At first, I was excited about college as I had a general feeling of searching and wanting to learn, which I now can see was to understand who I was. I first got excited about psychology but in a class where we were examining the behavior of rats, I realized this field was not going to give me the answers I was seeking. Since Philosophy seemed about understanding life, I became inspired to seek there. Something felt missing there too. It had nothing to do with my own human experience and was only about the ideas. And finally, my search went towards sociology, where I experienced a little more connection to my humanity, but the science of social behavior, did not touch on the more direct need I had to make sense out of my life.
The questions I had are spiritual questions—questions that are not resolved by helping students develop social-emotional skills or even by practicing mindfulness. After being a middle school teacher, a social worker, a seeker on a long journey to make sense out of life I felt pieces of a puzzle coming together and soon after marriage (an important piece to the puzzle ?) Francesca and I worked for 4 years intimately with students, teachers and principals to create a curriculum and approach to support students with these fundamental questions about life…thus the QUESTion Project was born. We train teachers in public high schools to teach a semester long daily class, where students engage with some of the most important questions about life. Unlike my university courses which left my humanity out of the exploration, the QUESTion Class and teacher training are designed to engage our humanity along with the intellectual rigor of tackling questions that don’t have fixed or final answers.

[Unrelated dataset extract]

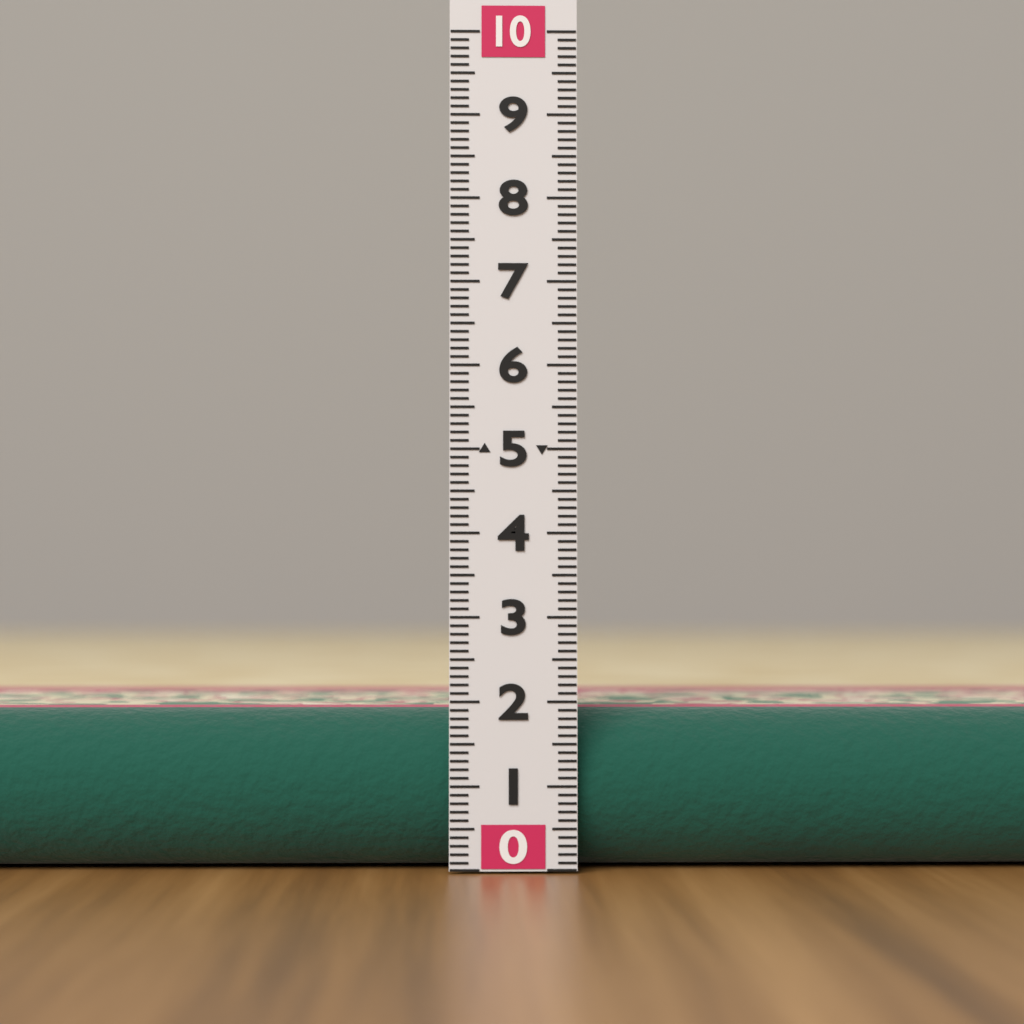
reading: 1.9 (no unit)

The QUESTion Class provides a space not only for students to engage and connect with their own humanity, but also with each other’s. It is a rare space where students can hear and witness what their peers really think about life, their inner thoughts, and how they relate to their experience. I’ve come to see this as a foundation for democracy because an important way to break down the false barriers between ourselves and others, is through experiencing each other’s humanity. If this does not happen in the students’ educational journeys, then something fundamental is missing (as it was in my own education even though I had the privilege of going to some of the best schools).

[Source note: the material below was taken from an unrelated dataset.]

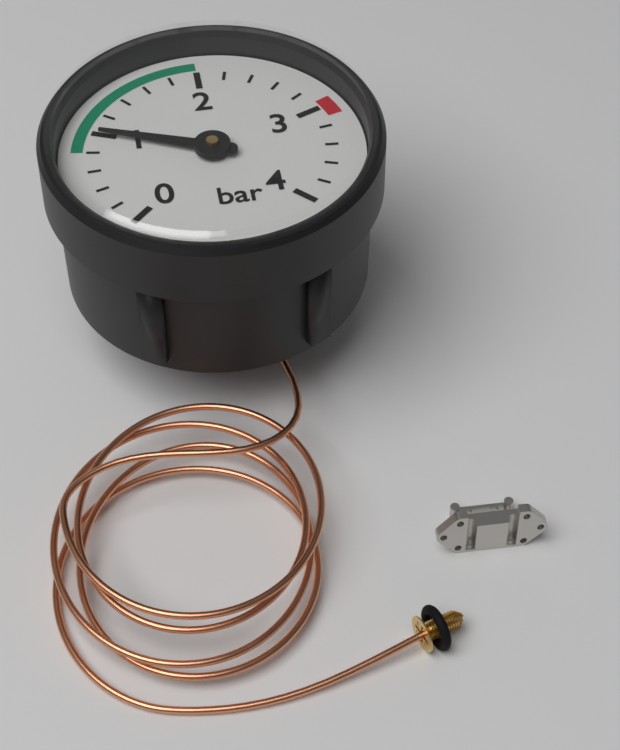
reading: 1.0 bar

Our aim is that the QUESTion project demonstrates the possibility to address this foundational piece in a very direct and substantive way. We see this as a building block to help catalyze a subject field that places students’ humanity at the center of the learning process. Building blocks of this field will include both theoretical insights about effective approaches, as well as applications that demonstrate results (we recently received a report from a study by Stanford University of our project). Our lives are dedicated to contributing all we can to this.
About Gerard, Francesca and The QUESTion Project:
Gerard Senehi and Francesca Rusciani are co-founders of Open Future Institute, the organization giving life to The QUESTion Project. Inspired by their experience with the American education system, and their own spiritual and philosophical journeys, they launched this project to enable high school students to forge who they are, question how they make meaning of the world, connect with their purpose, and activate their changemaking potential.
The QUESTion Project works with 27+ underfunded public schools in Los Angeles and New York (and expanding) and takes a holistic approach that is geared to maximize effectiveness for each student body.
They recently received a grant from The Fetzer Institute to continue and accelerate their work.